Sixteen Europeans being held in Chad after a charity tried to fly more than 100 children from the central African nation to France may face charges, a Chadian minister said on Saturday.
It would be up to a judge to "determine the responsibility of each [crew member]," Justice Minister Albert Pahimi Padacke told reporters in Chad's main eastern city of Abeche.
In a separate telephone interview, Padacke said a meeting was taking place to decide whether to formally charge them.
Nine French nationals, including members of the charity Zoe's Ark and three journalists, were spending their second day in custody on Saturday.
Padacke also confirmed that seven Spanish crew members of the plane that was to carry the children had been detained.
Journalists were briefly allowed to visit Abeche's central police station on Saturday, where the French and the Spanish were being held in a single room.
But reporters were not allowed to speak to the detainees, take pictures or film them.
The 16 were unshackled and did not appear to bear traces of any violence that may have been inflicted during their detention, as one member of the charity had claimed.
The nine French nationals had organized an operation they said aimed to take 103 child orphans from the civil war in Sudan's western province of Darfur to France.
The group was arrested on Thursday in the eastern town of Abeche just before the plane was scheduled to leave.
Chadian President Idriss Deby Itno has demanded "severe punishment" for the charity workers and called it a case of "kidnap, pure and simple."
Deby claimed the charity had "tricked the vigilance of Chad's authorities."

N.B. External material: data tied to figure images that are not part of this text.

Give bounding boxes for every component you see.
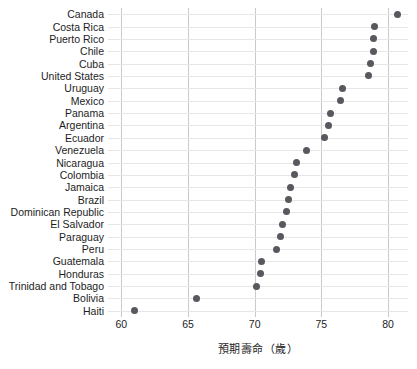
row-gridline xyxy=(108,138,408,139)
row-gridline xyxy=(108,224,408,225)
x-tick-label: 80 xyxy=(382,319,394,330)
category-label: Brazil xyxy=(78,194,104,205)
category-label: El Salvador xyxy=(50,219,104,230)
data-point xyxy=(131,307,138,314)
data-point xyxy=(193,295,200,302)
data-point xyxy=(273,246,280,253)
category-label: Dominican Republic xyxy=(11,207,104,218)
dot-plot-chart: CanadaCosta RicaPuerto RicoChileCubaUnit… xyxy=(0,0,417,369)
row-gridline xyxy=(108,150,408,151)
x-axis-title: 預期壽命（歲） xyxy=(108,340,408,356)
data-point xyxy=(285,196,292,203)
data-point xyxy=(283,208,290,215)
category-label: Peru xyxy=(82,244,104,255)
category-label: Venezuela xyxy=(55,145,104,156)
x-tick-label: 70 xyxy=(249,319,261,330)
row-gridline xyxy=(108,298,408,299)
category-label: Trinidad and Tobago xyxy=(9,281,104,292)
category-label: Mexico xyxy=(71,95,104,106)
data-point xyxy=(325,122,332,129)
category-label: Ecuador xyxy=(65,133,104,144)
row-gridline xyxy=(108,39,408,40)
data-point xyxy=(257,270,264,277)
category-label: Nicaragua xyxy=(56,157,104,168)
category-label: Argentina xyxy=(59,120,104,131)
data-point xyxy=(370,35,377,42)
data-point xyxy=(339,85,346,92)
row-gridline xyxy=(108,200,408,201)
data-point xyxy=(321,134,328,141)
row-gridline xyxy=(108,64,408,65)
x-axis-tick-labels: 6065707580 xyxy=(108,317,408,337)
row-gridline xyxy=(108,212,408,213)
row-gridline xyxy=(108,76,408,77)
row-gridline xyxy=(108,101,408,102)
data-point xyxy=(303,147,310,154)
category-label: Honduras xyxy=(58,268,104,279)
data-point xyxy=(367,60,374,67)
data-point xyxy=(327,110,334,117)
category-label: Jamaica xyxy=(65,182,104,193)
row-gridline xyxy=(108,175,408,176)
category-label: Guatemala xyxy=(53,256,104,267)
row-gridline xyxy=(108,88,408,89)
x-tick-label: 75 xyxy=(315,319,327,330)
x-tick-label: 60 xyxy=(115,319,127,330)
data-point xyxy=(371,23,378,30)
data-point xyxy=(337,97,344,104)
row-gridline xyxy=(108,237,408,238)
data-point xyxy=(291,171,298,178)
category-label: Colombia xyxy=(60,170,104,181)
data-point xyxy=(394,11,401,18)
category-label: Paraguay xyxy=(59,231,104,242)
data-point xyxy=(370,48,377,55)
row-gridline xyxy=(108,249,408,250)
category-label: Chile xyxy=(80,46,104,57)
row-gridline xyxy=(108,163,408,164)
plot-area xyxy=(108,8,408,317)
category-label: Costa Rica xyxy=(53,21,104,32)
data-point xyxy=(293,159,300,166)
row-gridline xyxy=(108,27,408,28)
data-point xyxy=(365,72,372,79)
data-point xyxy=(277,233,284,240)
category-label: Canada xyxy=(67,9,104,20)
row-gridline xyxy=(108,187,408,188)
category-label: Puerto Rico xyxy=(49,34,104,45)
x-tick-label: 65 xyxy=(182,319,194,330)
y-axis-category-labels: CanadaCosta RicaPuerto RicoChileCubaUnit… xyxy=(0,8,104,317)
category-label: Bolivia xyxy=(73,293,104,304)
row-gridline xyxy=(108,125,408,126)
category-label: United States xyxy=(41,71,104,82)
category-label: Panama xyxy=(65,108,104,119)
data-point xyxy=(253,283,260,290)
data-point xyxy=(279,221,286,228)
category-label: Haiti xyxy=(83,306,104,317)
row-gridline xyxy=(108,311,408,312)
row-gridline xyxy=(108,14,408,15)
data-point xyxy=(287,184,294,191)
category-label: Cuba xyxy=(79,58,104,69)
data-point xyxy=(258,258,265,265)
category-label: Uruguay xyxy=(64,83,104,94)
row-gridline xyxy=(108,113,408,114)
row-gridline xyxy=(108,51,408,52)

He claimed that they were "acting against the will of parents" and rhetorically asked journalists if the aim was to "sell them or kill them and remove their organs?"
Chadian television late on Friday showed the French handcuffed and seated on the floor in Abeche, as well as boys and girls between one and eight years old. Some of the children were weeping.

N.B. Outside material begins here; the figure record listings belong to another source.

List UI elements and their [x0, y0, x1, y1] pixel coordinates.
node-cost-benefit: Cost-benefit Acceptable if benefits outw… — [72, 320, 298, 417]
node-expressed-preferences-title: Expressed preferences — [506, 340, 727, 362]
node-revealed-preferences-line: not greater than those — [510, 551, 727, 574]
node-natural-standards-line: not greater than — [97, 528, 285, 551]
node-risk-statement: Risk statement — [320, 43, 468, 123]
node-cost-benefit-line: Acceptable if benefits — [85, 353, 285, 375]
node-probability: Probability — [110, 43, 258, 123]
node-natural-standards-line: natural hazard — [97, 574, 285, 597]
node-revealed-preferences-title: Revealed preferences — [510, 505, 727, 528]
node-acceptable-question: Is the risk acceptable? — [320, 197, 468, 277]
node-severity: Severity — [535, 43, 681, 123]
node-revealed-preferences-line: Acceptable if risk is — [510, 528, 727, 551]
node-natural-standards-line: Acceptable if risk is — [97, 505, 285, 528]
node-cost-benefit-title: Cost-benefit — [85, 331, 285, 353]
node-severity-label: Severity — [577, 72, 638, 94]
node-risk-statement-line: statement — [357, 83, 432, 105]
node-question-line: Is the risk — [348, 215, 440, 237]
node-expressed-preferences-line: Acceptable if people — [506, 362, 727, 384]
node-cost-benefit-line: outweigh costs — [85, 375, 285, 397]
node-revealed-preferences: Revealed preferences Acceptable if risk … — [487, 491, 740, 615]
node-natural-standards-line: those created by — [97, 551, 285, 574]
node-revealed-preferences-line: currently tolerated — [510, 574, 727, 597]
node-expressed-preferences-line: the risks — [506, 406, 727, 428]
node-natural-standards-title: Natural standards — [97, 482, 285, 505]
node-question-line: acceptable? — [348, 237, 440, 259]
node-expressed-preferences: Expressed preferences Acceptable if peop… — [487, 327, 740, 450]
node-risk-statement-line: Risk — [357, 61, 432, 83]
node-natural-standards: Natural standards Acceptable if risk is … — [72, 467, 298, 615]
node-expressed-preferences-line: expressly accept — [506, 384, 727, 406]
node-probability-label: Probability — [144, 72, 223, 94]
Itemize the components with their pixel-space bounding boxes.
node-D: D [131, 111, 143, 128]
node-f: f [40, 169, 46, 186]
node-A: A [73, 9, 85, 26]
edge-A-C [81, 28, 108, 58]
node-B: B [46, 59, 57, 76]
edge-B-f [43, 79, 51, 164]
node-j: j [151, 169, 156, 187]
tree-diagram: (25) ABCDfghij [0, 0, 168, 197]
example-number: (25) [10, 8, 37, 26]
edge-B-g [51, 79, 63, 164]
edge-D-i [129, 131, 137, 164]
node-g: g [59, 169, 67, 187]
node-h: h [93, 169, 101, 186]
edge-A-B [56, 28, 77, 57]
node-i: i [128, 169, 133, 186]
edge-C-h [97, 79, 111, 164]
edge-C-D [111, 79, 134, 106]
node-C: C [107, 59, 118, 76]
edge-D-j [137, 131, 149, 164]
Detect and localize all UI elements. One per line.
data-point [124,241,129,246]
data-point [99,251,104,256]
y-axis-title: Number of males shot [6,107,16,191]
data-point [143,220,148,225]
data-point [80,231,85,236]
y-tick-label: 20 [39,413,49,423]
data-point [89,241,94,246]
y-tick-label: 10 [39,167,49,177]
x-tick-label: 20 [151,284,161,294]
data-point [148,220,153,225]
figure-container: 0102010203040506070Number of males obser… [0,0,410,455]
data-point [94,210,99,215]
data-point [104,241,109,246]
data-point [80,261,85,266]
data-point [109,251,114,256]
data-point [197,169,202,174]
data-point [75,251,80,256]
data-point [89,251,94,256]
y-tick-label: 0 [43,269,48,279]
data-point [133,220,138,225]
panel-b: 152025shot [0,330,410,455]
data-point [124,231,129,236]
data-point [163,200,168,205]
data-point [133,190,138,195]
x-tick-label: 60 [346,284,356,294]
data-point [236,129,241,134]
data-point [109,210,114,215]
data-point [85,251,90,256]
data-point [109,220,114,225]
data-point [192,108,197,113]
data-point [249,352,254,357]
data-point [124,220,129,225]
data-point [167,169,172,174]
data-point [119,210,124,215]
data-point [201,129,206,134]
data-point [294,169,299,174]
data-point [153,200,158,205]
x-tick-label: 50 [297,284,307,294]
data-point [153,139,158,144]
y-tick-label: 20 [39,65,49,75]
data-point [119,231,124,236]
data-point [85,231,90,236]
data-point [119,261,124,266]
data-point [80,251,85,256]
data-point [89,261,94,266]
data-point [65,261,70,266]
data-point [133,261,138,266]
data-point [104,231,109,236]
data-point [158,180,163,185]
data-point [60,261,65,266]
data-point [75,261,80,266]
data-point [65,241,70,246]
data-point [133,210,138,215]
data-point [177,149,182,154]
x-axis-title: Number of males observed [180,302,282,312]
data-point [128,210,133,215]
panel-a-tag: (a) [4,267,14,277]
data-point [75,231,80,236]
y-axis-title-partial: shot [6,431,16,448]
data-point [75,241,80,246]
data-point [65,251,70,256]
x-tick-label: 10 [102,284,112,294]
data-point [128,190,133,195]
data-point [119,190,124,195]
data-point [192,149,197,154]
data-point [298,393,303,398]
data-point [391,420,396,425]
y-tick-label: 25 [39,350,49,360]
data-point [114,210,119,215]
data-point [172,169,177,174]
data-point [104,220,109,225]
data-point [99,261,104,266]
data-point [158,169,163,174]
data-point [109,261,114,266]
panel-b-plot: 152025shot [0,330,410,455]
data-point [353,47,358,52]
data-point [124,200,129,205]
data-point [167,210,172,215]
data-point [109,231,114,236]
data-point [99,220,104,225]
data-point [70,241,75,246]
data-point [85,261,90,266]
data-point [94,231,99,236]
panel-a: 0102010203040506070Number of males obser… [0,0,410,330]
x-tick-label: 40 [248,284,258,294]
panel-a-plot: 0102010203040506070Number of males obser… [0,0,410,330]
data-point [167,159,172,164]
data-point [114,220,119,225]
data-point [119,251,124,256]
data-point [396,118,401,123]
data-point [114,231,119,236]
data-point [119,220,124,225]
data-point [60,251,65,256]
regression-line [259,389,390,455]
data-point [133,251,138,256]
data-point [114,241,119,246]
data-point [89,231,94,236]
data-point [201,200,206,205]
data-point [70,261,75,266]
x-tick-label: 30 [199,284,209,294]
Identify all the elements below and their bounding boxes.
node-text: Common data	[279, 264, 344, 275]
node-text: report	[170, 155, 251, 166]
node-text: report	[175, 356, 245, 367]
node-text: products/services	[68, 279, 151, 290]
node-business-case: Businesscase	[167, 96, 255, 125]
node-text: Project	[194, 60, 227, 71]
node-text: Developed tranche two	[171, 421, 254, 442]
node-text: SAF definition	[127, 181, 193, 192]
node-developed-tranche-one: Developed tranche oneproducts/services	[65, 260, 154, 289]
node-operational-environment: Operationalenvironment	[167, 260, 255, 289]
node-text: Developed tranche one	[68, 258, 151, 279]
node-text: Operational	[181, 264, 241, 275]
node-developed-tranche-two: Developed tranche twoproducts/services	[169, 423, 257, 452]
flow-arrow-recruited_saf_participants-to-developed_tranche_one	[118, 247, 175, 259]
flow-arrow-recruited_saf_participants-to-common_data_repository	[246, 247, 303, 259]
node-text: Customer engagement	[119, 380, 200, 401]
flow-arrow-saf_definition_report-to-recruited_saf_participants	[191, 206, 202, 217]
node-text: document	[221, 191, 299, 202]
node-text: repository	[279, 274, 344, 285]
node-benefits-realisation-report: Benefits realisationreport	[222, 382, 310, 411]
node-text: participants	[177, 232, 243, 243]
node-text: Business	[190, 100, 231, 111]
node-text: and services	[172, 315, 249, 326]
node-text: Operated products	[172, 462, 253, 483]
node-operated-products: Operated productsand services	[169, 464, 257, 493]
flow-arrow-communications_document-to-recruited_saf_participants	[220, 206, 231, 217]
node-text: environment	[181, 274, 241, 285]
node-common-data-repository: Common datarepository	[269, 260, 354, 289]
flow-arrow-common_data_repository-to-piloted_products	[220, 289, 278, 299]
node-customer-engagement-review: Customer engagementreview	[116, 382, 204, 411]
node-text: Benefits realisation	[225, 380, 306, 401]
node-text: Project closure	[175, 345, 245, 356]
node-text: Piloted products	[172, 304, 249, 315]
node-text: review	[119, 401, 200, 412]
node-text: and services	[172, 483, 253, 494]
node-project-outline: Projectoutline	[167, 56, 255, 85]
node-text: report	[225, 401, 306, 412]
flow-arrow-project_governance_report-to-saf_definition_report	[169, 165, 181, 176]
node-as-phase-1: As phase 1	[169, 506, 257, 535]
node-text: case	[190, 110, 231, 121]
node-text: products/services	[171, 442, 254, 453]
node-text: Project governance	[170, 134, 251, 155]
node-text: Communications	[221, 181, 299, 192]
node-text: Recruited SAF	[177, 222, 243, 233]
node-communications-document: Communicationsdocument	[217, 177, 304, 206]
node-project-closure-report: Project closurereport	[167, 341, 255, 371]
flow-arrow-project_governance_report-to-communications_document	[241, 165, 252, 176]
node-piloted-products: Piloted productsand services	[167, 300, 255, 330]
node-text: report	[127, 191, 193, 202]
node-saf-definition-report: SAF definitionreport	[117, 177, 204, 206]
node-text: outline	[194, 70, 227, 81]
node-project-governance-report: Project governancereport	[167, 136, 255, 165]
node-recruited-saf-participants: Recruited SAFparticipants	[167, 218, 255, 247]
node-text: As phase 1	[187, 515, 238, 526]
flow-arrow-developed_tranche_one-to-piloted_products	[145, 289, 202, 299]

The footage also included shots of the Spanish crew.
Zoe's Ark claimed it was flying out the children to "save them from death" in the nearby Darfur civil war.
But a UNICEF representative in Chad's capital N'Djamena said the "massive majority" of the children were from Chad and there was "nothing to say" they were orphans.

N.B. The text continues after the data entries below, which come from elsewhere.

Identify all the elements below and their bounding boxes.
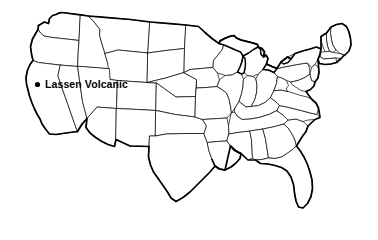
us-outline-map-figure: Lassen Volcanic [0, 0, 378, 240]
state-arkansas [203, 118, 230, 143]
lassen-volcanic-label: Lassen Volcanic [45, 79, 128, 90]
state-north-dakota [148, 22, 186, 53]
map-svg-canvas [0, 0, 378, 240]
state-texas [149, 134, 216, 202]
state-boundaries-group [26, 13, 351, 209]
lassen-volcanic-marker-dot [35, 82, 40, 87]
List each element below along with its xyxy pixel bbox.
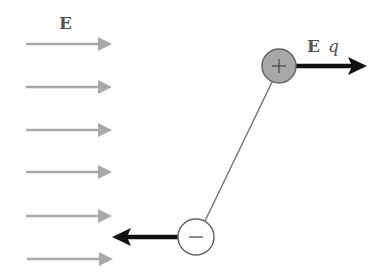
field-arrow-icon: [26, 80, 112, 94]
force-arrow-left-icon: [112, 228, 178, 246]
force-label-field: E: [307, 36, 320, 56]
positive-charge: [262, 49, 296, 83]
dipole-rod: [205, 82, 272, 221]
force-arrow-right-icon: [296, 57, 367, 75]
field-label: E: [59, 15, 72, 32]
force-label-charge: q: [328, 36, 339, 56]
field-arrow-icon: [26, 165, 112, 179]
field-arrow-icon: [27, 252, 113, 266]
dipole-diagram: E E q: [0, 0, 384, 272]
force-label: E q: [307, 38, 339, 55]
field-arrows: [26, 37, 113, 266]
field-arrow-icon: [26, 209, 112, 223]
field-arrow-icon: [26, 37, 112, 51]
negative-charge: [178, 219, 214, 255]
field-arrow-icon: [26, 123, 112, 137]
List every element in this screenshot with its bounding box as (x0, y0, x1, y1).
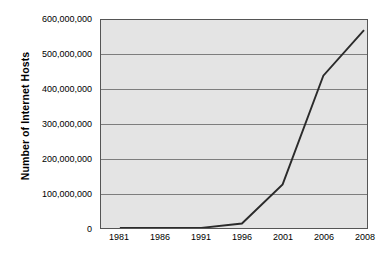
y-tick-label: 300,000,000 (42, 119, 92, 129)
x-axis-tick-labels: 1981 1986 1991 1996 2001 2006 2008 (100, 232, 368, 250)
y-tick-label: 0 (87, 224, 92, 234)
x-tick-label: 1981 (109, 232, 129, 242)
data-series-line (101, 20, 367, 228)
x-tick-label: 2001 (273, 232, 293, 242)
y-tick-label: 400,000,000 (42, 84, 92, 94)
x-tick-label: 1986 (150, 232, 170, 242)
x-tick-label: 2006 (314, 232, 334, 242)
y-tick-label: 100,000,000 (42, 189, 92, 199)
y-tick-label: 500,000,000 (42, 49, 92, 59)
x-tick-label: 2008 (355, 232, 375, 242)
y-axis-tick-labels: 0 100,000,000 200,000,000 300,000,000 40… (0, 0, 96, 262)
plot-area (100, 19, 368, 229)
y-tick-label: 600,000,000 (42, 14, 92, 24)
y-tick-label: 200,000,000 (42, 154, 92, 164)
internet-hosts-line-chart: Number of Internet Hosts 0 100,000,000 2… (0, 0, 392, 262)
x-tick-label: 1996 (232, 232, 252, 242)
x-tick-label: 1991 (191, 232, 211, 242)
internet-hosts-polyline (120, 30, 364, 228)
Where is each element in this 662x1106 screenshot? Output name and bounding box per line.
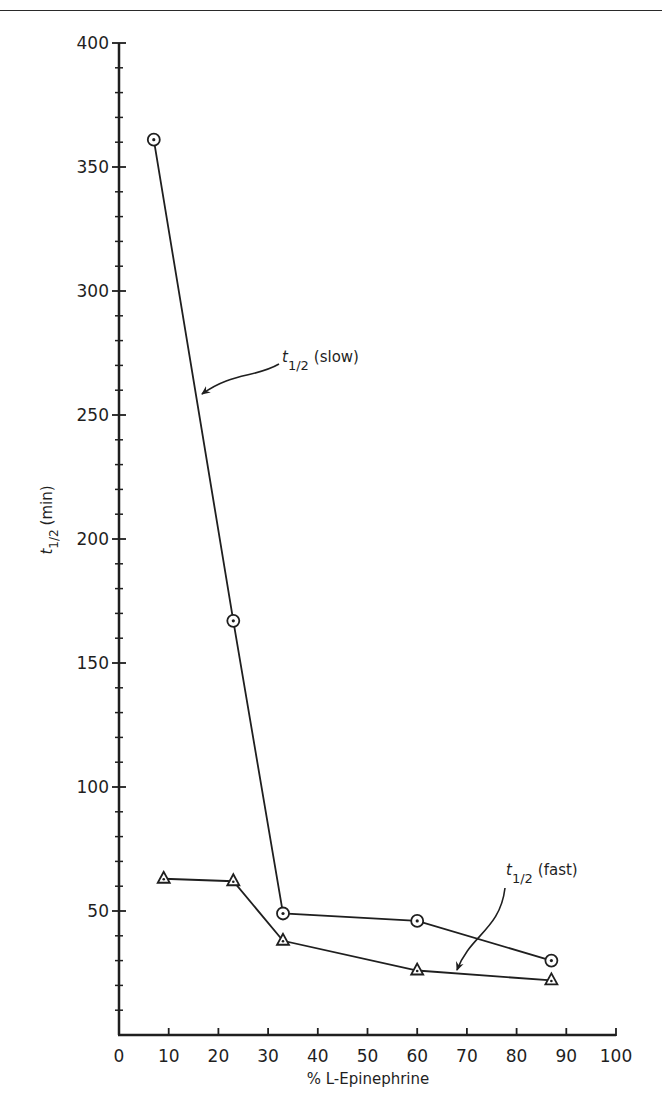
- y-label-rest: (min): [38, 485, 56, 525]
- y-tick-label: 400: [77, 33, 109, 53]
- annotation-fast-arrow-icon: [457, 888, 505, 970]
- y-label-sub: 1/2: [47, 529, 61, 548]
- x-tick-label: 70: [456, 1046, 478, 1066]
- y-tick-label: 250: [77, 405, 109, 425]
- axes: 5010015020025030035040001020304050607080…: [77, 33, 633, 1066]
- annotation-slow: t1/2(slow): [202, 348, 359, 394]
- y-tick-label: 350: [77, 157, 109, 177]
- triangle-marker: [158, 872, 170, 883]
- x-tick-label: 20: [208, 1046, 230, 1066]
- annotation-slow-arrow-icon: [202, 364, 279, 394]
- annotations: t1/2(slow)t1/2(fast): [202, 348, 578, 970]
- circle-marker-dot: [232, 619, 235, 622]
- annotation-fast: t1/2(fast): [457, 861, 578, 970]
- annotation-fast-label: t1/2(fast): [506, 861, 578, 886]
- y-tick-label: 50: [87, 901, 109, 921]
- x-axis-label: % L-Epinephrine: [307, 1070, 430, 1088]
- circle-marker-dot: [152, 138, 155, 141]
- y-tick-label: 300: [77, 281, 109, 301]
- x-tick-label: 10: [158, 1046, 180, 1066]
- x-tick-label: 40: [307, 1046, 329, 1066]
- triangle-marker-dot: [232, 880, 235, 883]
- circle-marker-dot: [416, 919, 419, 922]
- circle-marker-dot: [281, 912, 284, 915]
- series-fast: [158, 872, 558, 985]
- series-layer: [148, 134, 558, 985]
- triangle-marker-dot: [162, 878, 165, 881]
- x-tick-label: 100: [600, 1046, 632, 1066]
- y-axis-label: t1/2(min): [38, 485, 61, 554]
- y-tick-label: 200: [77, 529, 109, 549]
- x-tick-label: 80: [506, 1046, 528, 1066]
- triangle-marker-dot: [550, 980, 553, 983]
- series-line: [154, 140, 552, 961]
- y-tick-label: 150: [77, 653, 109, 673]
- x-tick-label: 90: [555, 1046, 577, 1066]
- svg-text:t1/2(min): t1/2(min): [38, 485, 61, 554]
- y-tick-label: 100: [77, 777, 109, 797]
- triangle-marker: [227, 874, 239, 885]
- triangle-marker: [545, 973, 557, 984]
- x-tick-label: 30: [257, 1046, 279, 1066]
- x-tick-label: 60: [406, 1046, 428, 1066]
- annotation-slow-label: t1/2(slow): [282, 348, 359, 373]
- triangle-marker-dot: [416, 970, 419, 973]
- x-tick-label: 50: [357, 1046, 379, 1066]
- series-slow: [148, 134, 558, 967]
- circle-marker-dot: [550, 959, 553, 962]
- line-chart: 5010015020025030035040001020304050607080…: [0, 0, 662, 1106]
- series-line: [164, 879, 552, 981]
- x-tick-label: 0: [114, 1046, 125, 1066]
- triangle-marker-dot: [282, 940, 285, 943]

The matter has sparked controversy in France, where the children were reportedly to be adopted or fostered by families who paid US$4,000 to US$8,600 to the organization.
The French government has denounced the operation as "illegal" and "irresponsible."
French police have been investigating the charity's activities since July.
But Zoe's Ark claims French authorities never clearly denounced their planned operation -- and even transported charity members on its military planes.